Actually, Owen is short – shorter than me anyway. And because he’s overweight too, he looks like an annoying orange making fun of everyone who’s afraid of standing up to him. Well, I’m not, and he’d better get used to it because apples and oranges will never mix.
Eventually Mr. Redford rang my mom up and invited us both to discuss the matter in his office again.
“This is a serious situation, Mrs. Destero,” the principal said. “If your daughter’s behavior persists, Owen’s parents will be perfectly entitled to report a hate crime.”
I had to give a public apology to Owen and promise I would never make comments on his size again.
How come it’s wrong for me to tell Owen and Terry to stop eating junk food or else they’ll get fat when they’re visibly overweight, but it’s not wrong for them to make fun of grandpa on account of his Indian origin or to call me trailer girl every day? I bet our house is bigger than Owen’s and nobody in our family looks like an Indian anyway.
“It all started with the gold.” Grandpa shook his head. “If it hadn’t been for the gold, we would still rule this land.”
“What are you talking about, Anti?” I chuckled. “When did we rule the land?”

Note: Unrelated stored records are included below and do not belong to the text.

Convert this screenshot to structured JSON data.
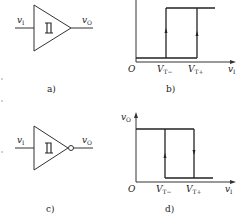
{
  "panels": {
    "a": {
      "caption": "a)",
      "type": "schmitt-buffer",
      "input_label": "v",
      "input_sub": "I",
      "output_label": "v",
      "output_sub": "O"
    },
    "b": {
      "caption": "b)",
      "type": "hysteresis-noninverting",
      "origin": "O",
      "x_label": "v",
      "x_sub": "I",
      "thresholds": [
        {
          "label": "V",
          "sub": "T−"
        },
        {
          "label": "V",
          "sub": "T+"
        }
      ]
    },
    "c": {
      "caption": "c)",
      "type": "schmitt-inverter",
      "input_label": "v",
      "input_sub": "I",
      "output_label": "v",
      "output_sub": "O"
    },
    "d": {
      "caption": "d)",
      "type": "hysteresis-inverting",
      "origin": "O",
      "y_label": "v",
      "y_sub": "O",
      "x_label": "v",
      "x_sub": "I",
      "thresholds": [
        {
          "label": "V",
          "sub": "T−"
        },
        {
          "label": "V",
          "sub": "T+"
        }
      ]
    }
  }
}
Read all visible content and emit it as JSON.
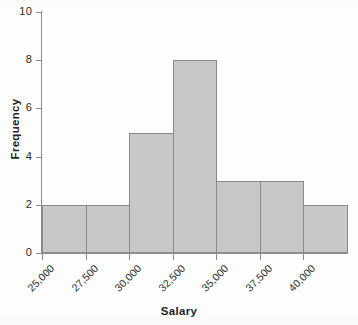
{
  "chart_data": {
    "type": "bar",
    "title": "",
    "xlabel": "Salary",
    "ylabel": "Frequency",
    "categories": [
      "25,000-27,500",
      "27,500-30,000",
      "30,000-32,500",
      "32,500-35,000",
      "35,000-37,500",
      "37,500-40,000",
      "40,000-42,500"
    ],
    "bin_edges": [
      25000,
      27500,
      30000,
      32500,
      35000,
      37500,
      40000,
      42500
    ],
    "values": [
      2,
      2,
      5,
      8,
      3,
      3,
      2
    ],
    "x_tick_labels": [
      "25,000",
      "27,500",
      "30,000",
      "32,500",
      "35,000",
      "37,500",
      "40,000"
    ],
    "y_tick_labels": [
      "0",
      "2",
      "4",
      "6",
      "8",
      "10"
    ],
    "y_tick_values": [
      0,
      2,
      4,
      6,
      8,
      10
    ],
    "ylim": [
      0,
      10
    ],
    "grid": false,
    "legend": false,
    "bar_fill_color": "#c8c8c8",
    "bar_edge_color": "#8a8a8a",
    "axis_color": "#8c8c8c",
    "text_color": "#2b2b2b",
    "background_color": "#fdfdfc"
  }
}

“Back in the day our people only looked for the game they could hunt and the stone they could build temples with,” Anti explained. “They didn’t even use money. Gold appealed to children who gaped at shiny things and ugly women who craved to become attractive. Our decline started when kings began to love gold too and priests used it to adorn our temples.”

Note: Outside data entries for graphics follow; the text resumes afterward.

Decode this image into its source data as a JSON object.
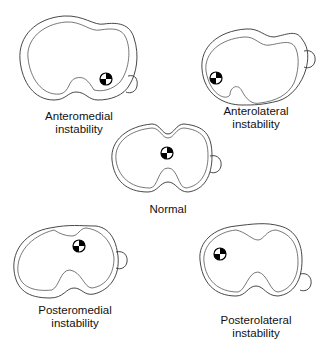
{
  "figure": {
    "panels": [
      {
        "id": "anteromedial",
        "caption_line1": "Anteromedial",
        "caption_line2": "instability"
      },
      {
        "id": "anterolateral",
        "caption_line1": "Anterolateral",
        "caption_line2": "instability"
      },
      {
        "id": "normal",
        "caption_line1": "Normal",
        "caption_line2": ""
      },
      {
        "id": "posteromedial",
        "caption_line1": "Posteromedial",
        "caption_line2": "instability"
      },
      {
        "id": "posterolateral",
        "caption_line1": "Posterolateral",
        "caption_line2": "instability"
      }
    ],
    "symbol": "center-of-rotation-marker",
    "colors": {
      "line": "#333333",
      "marker": "#000000",
      "background": "#ffffff"
    }
  }
}
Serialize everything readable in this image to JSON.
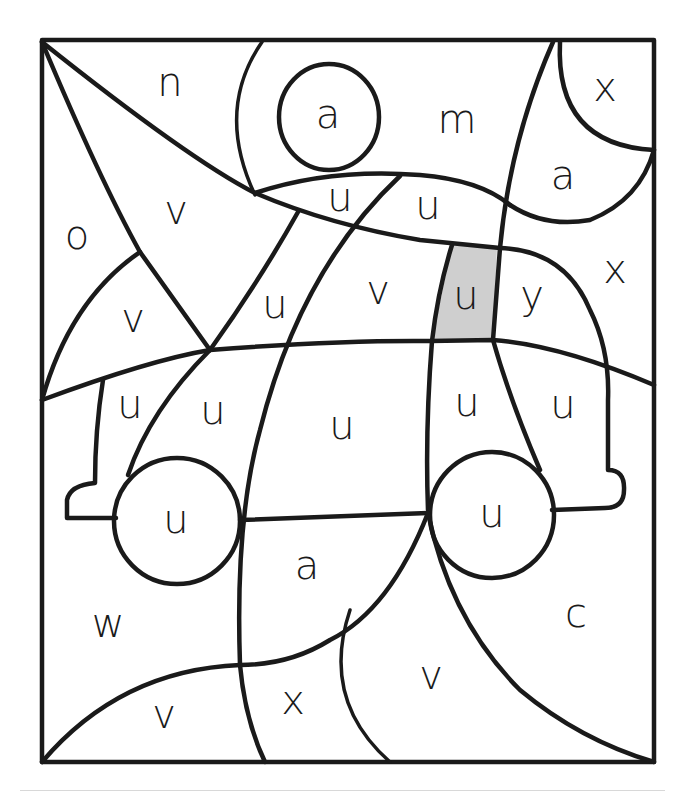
{
  "worksheet": {
    "type": "color-by-letter puzzle",
    "hidden_picture": "car",
    "colors": {
      "line": "#1a1a1a",
      "filled_region": "#cfcfcf",
      "background": "#ffffff"
    },
    "frame": {
      "x": 42,
      "y": 40,
      "width": 612,
      "height": 722
    },
    "labels": [
      {
        "id": "r1",
        "letter": "n",
        "x": 170,
        "y": 85
      },
      {
        "id": "r2",
        "letter": "a",
        "x": 328,
        "y": 117
      },
      {
        "id": "r3",
        "letter": "m",
        "x": 457,
        "y": 122
      },
      {
        "id": "r4",
        "letter": "x",
        "x": 605,
        "y": 90
      },
      {
        "id": "r5",
        "letter": "a",
        "x": 563,
        "y": 178
      },
      {
        "id": "r6",
        "letter": "u",
        "x": 340,
        "y": 200
      },
      {
        "id": "r7",
        "letter": "u",
        "x": 428,
        "y": 208
      },
      {
        "id": "r8",
        "letter": "v",
        "x": 176,
        "y": 213
      },
      {
        "id": "r9",
        "letter": "o",
        "x": 77,
        "y": 238
      },
      {
        "id": "r10",
        "letter": "x",
        "x": 615,
        "y": 272
      },
      {
        "id": "r11",
        "letter": "v",
        "x": 378,
        "y": 293
      },
      {
        "id": "r12",
        "letter": "u",
        "x": 466,
        "y": 298,
        "filled": true
      },
      {
        "id": "r13",
        "letter": "y",
        "x": 532,
        "y": 298
      },
      {
        "id": "r14",
        "letter": "u",
        "x": 275,
        "y": 307
      },
      {
        "id": "r15",
        "letter": "v",
        "x": 133,
        "y": 321
      },
      {
        "id": "r16",
        "letter": "u",
        "x": 130,
        "y": 407
      },
      {
        "id": "r17",
        "letter": "u",
        "x": 213,
        "y": 413
      },
      {
        "id": "r18",
        "letter": "u",
        "x": 342,
        "y": 428
      },
      {
        "id": "r19",
        "letter": "u",
        "x": 467,
        "y": 405
      },
      {
        "id": "r20",
        "letter": "u",
        "x": 563,
        "y": 407
      },
      {
        "id": "r21",
        "letter": "u",
        "x": 176,
        "y": 522
      },
      {
        "id": "r22",
        "letter": "u",
        "x": 492,
        "y": 516
      },
      {
        "id": "r23",
        "letter": "a",
        "x": 307,
        "y": 568
      },
      {
        "id": "r24",
        "letter": "w",
        "x": 108,
        "y": 626
      },
      {
        "id": "r25",
        "letter": "c",
        "x": 576,
        "y": 616
      },
      {
        "id": "r26",
        "letter": "v",
        "x": 431,
        "y": 678
      },
      {
        "id": "r27",
        "letter": "x",
        "x": 293,
        "y": 703
      },
      {
        "id": "r28",
        "letter": "v",
        "x": 164,
        "y": 717
      }
    ]
  }
}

“Oh.” I remembered. “You mean when they sacrificed humans and stuff?”
“Europeans and Asians were way crueler than our people, if that’s what you’re getting at.” Grandpa frowned. “Genghis Khan and Hitler each killed 40 million people, and that’s only the tip of the iceberg.”

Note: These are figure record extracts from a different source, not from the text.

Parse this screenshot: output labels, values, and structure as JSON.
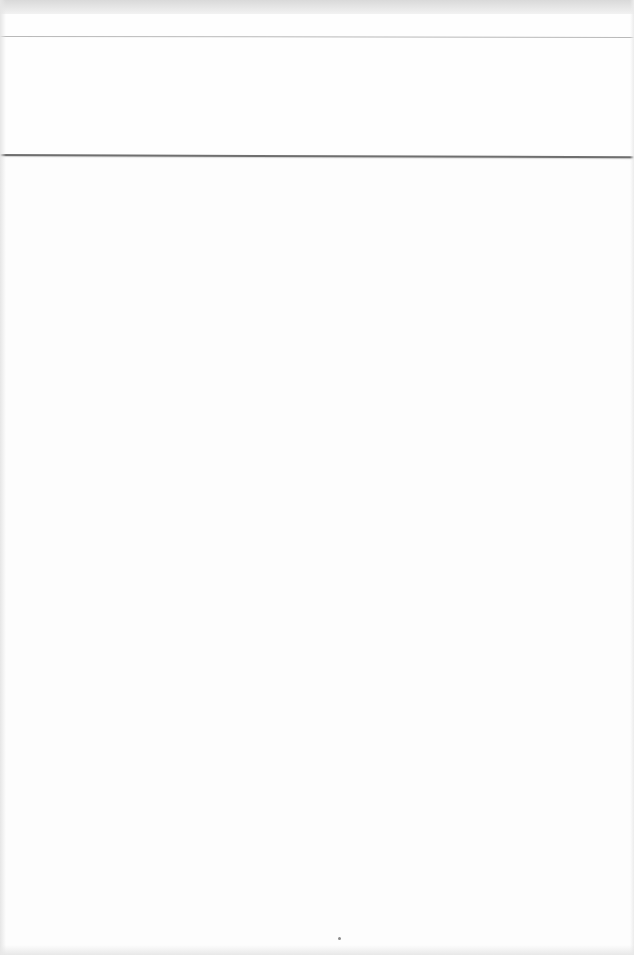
{
  "document": {
    "type": "blank notepad page",
    "header_text": "",
    "body_text": ""
  },
  "colors": {
    "paper": "#fdfdfd",
    "fold_line": "#6f6f6f",
    "thin_line": "#b9b9b9",
    "top_strip": "#d9d9d9"
  }
}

The next weekend Anti took me to the Native American market. Grandpa pointed at a huge Indian casino that stood at the back of the market place.
“Our people were already going downhill,” he said. “But the final blow came when the Europeans planted the love for money in their hearts. That’s when we became American as apple-pie.”
Anti gave me a dollar to spend on anything I wanted, but most of the souvenirs in the Native American market were expensive and I didn’t want to waste my pocket money.
“How about some candy?” Grandpa suggested.
“I don’t eat junk food.” I shook my head.
Just as we were leaving, an old man selling Indian art offered me a tiny wooden statue for my dollar. The little thing looked so common and simple even I could carve it if I put my mind to it.
“What’s this?” I asked. “What shall I do with it?”
“It’s an ancient Indian god,” the old man said. “If you tuck it under your pillow before you go to bed, you’ll wake up with a dollar bill in your hand every morning.”
“Seriously?” I laughed. “Then why are you selling it? You will have a dollar when you wake up tomorrow morning anyway.
The man explained he needed a dollar urgently and couldn’t wait until the next day, but I still had by doubts about the little statue. I think people shouldn’t be allowed to sell or buy gods anyway.
Chapter 3
They call me Apple, but they should name me Tomato because I eat so many of them I must be red on both the inside and the outside. I’m neither, actually.
If it wasn’t for his long hair, nobody would guess grandpa is of Indian origin. Anti is mom’s father and they look the same as dad’s family, who come from Europe. Except for pasta and pizza, we eat Italian food, which I didn’t even know it was Italian until my best friend, Kara Mayo, began to attend our barbecue parties that we throw every weekend after returning from church. On these Sunday parties, dad has a lot of cheese snacks and prefers wine to beer, while mom offers everyone her favorite coffee. I mean real coffee, like espresso, not the tasteless slop most people take for coffee.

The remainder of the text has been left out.